Part 27 (2/2)

The Greeks and Latins believed that the souls of the dead came and tasted what was presented on their tombs, especially honey and wine; that the demons loved the smoke and odor of sacrifices, melody, the blood of victims, commerce with women; that they were attached for a time to certain spots or to certain edifices, which they haunted, and where they appeared; that souls separated from their terrestrial body, retained after death a subtile one, flexible, aerial, which preserved the form of that they once had animated during their life; that they haunted those who had done them wrong and whom they hated. Thus Virgil describes Dido, in a rage, threatening to haunt the perfidious aeneas.[388]

When the spirit of Patroclus appeared to Achilles,[389] it had his voice, his shape, his eyes, his garments, but not his palpable body.

When Ulysses went down to the infernal regions, he saw there the divine Hercules,[390] that is to say, says Homer, his likeness; for he himself is with the immortal G.o.ds, seated at their feast. aeneas recognized his wife Creusa, who appeared to him in her usual form, only taller and more majestic.[391]

We might cite a quant.i.ty of pa.s.sages from the ancient poets, even from the fathers of the church, who believed that spirits often appeared to the living. Tertullian[392] believes that the soul is corporeal, and that it has a certain figure. He appeals to the experience of those to whom the ghosts of dead persons have appeared, and who have seen them sensibly, corporeally, and palpably, although of an aerial color and consistency. He defines the soul[393] a breath sent from G.o.d, immortal, and having body and form. Speaking of the fictions of the poets, who have a.s.serted that souls were not at rest while their bodies remain uninterred, he says all this is invented only to inspire the living with that care which they ought to take for the burial of the dead, and to take away from the relations of the dead the sight of an object which would only uselessly augment their grief, if they kept it too long in their houses; _ut instantia funeris et honor corporum servetur et moeror affectuum temperetur_.
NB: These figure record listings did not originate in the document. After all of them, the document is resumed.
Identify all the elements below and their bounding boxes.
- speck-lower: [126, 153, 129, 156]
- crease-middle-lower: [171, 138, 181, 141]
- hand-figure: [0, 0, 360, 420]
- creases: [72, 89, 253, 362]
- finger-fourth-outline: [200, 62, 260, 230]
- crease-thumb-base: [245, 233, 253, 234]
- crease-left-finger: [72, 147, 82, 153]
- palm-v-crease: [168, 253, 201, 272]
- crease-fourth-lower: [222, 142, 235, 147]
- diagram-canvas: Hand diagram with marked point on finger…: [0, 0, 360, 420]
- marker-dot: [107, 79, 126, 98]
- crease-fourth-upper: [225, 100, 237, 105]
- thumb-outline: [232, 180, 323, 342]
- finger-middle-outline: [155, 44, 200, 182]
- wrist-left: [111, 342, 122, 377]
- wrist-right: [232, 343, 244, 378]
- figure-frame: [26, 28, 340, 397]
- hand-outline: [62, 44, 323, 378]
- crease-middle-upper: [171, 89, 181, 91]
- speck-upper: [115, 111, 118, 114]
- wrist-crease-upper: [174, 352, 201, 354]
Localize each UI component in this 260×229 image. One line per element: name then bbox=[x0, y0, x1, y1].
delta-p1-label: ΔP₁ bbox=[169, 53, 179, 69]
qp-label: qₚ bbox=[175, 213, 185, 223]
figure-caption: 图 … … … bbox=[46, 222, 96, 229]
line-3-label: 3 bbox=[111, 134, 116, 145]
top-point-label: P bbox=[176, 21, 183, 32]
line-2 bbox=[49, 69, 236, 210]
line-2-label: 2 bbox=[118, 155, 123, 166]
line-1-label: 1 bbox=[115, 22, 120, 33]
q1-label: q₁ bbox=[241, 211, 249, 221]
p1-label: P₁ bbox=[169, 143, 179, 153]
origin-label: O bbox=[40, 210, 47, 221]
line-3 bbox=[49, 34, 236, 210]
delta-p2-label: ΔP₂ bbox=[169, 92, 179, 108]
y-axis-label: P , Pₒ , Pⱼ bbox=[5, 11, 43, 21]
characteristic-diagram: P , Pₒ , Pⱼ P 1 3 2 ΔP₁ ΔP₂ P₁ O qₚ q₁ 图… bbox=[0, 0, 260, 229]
St. Irenaeus[394] teaches, as a doctrine received from the Lord, that souls not only subsist after the death of the body--without however pa.s.sing from one body into another, as those will have it who admit the metempsychosis--but that they retain the form and remain near this body, as faithful guardians of it, and remember naught of what they have done or not done in this life. These fathers believed, then, in the return of souls, their apparition, and their attachment to their body; but we do not adopt their opinion on the corporeality of souls; we are persuaded that they can appear with G.o.d's permission, independently of all matter and of any corporeal substance which may belong to them.

As to the opinion of the soul being in a state of unrest while its body is not interred, that it remains for some time near the tomb of the body, and appears there in a bodily form; those are opinions which have no solid foundation, either in Scripture or in the traditions of the Church, which teach us that directly after death the soul is presented before the judgment-seat of G.o.d, and is there destined to the place that its good or bad actions have deserved.

Footnotes:

[369] Joseph Bell. Jud. lib. iii c. 25.

[370] Deut. xxi. 23.

[371] Homer, Iliad, XXIV.

[372] Origenes contra Celsum, p. 97.

[373] Origenes in Joan. ix. &c. Theophylac. ibid.

[374] Tertull. lib. de Anima.

[375] Origenes contra Cels. lib. ii.

[376] Bereseith Rabbae. c. 22. Vide Mena.s.se de Resurrect. Mort.

[377]

”Parete precanti Non in Tartareo lat.i.tantem poscimus antro, a.s.suetamque diu tenebris; mod luce fugata Descendentem animam primo pallentis hiatu Haeret adhuc orci.”

_Lucan, Pharsal._ 16.

[378] Porphyr. de Abstin. lib. ii. art. 47.

[379] Demet. lib. iv. art. 10.

[380] Gruter, p. lxiii. Mauric. Hist. de Metz, preface, p. 15.

[381] Homer, Odyss. sub finem. Horat. lib. i. satyr. 8. Aug. de Civit.

Dei, lib. vii. c. 35. Clem. Alex. Paedag. lib. ii. c. 1. Prudent.

lib. iv. contra Symmach. Tertull. de Anim. Lactantius, lib. iii.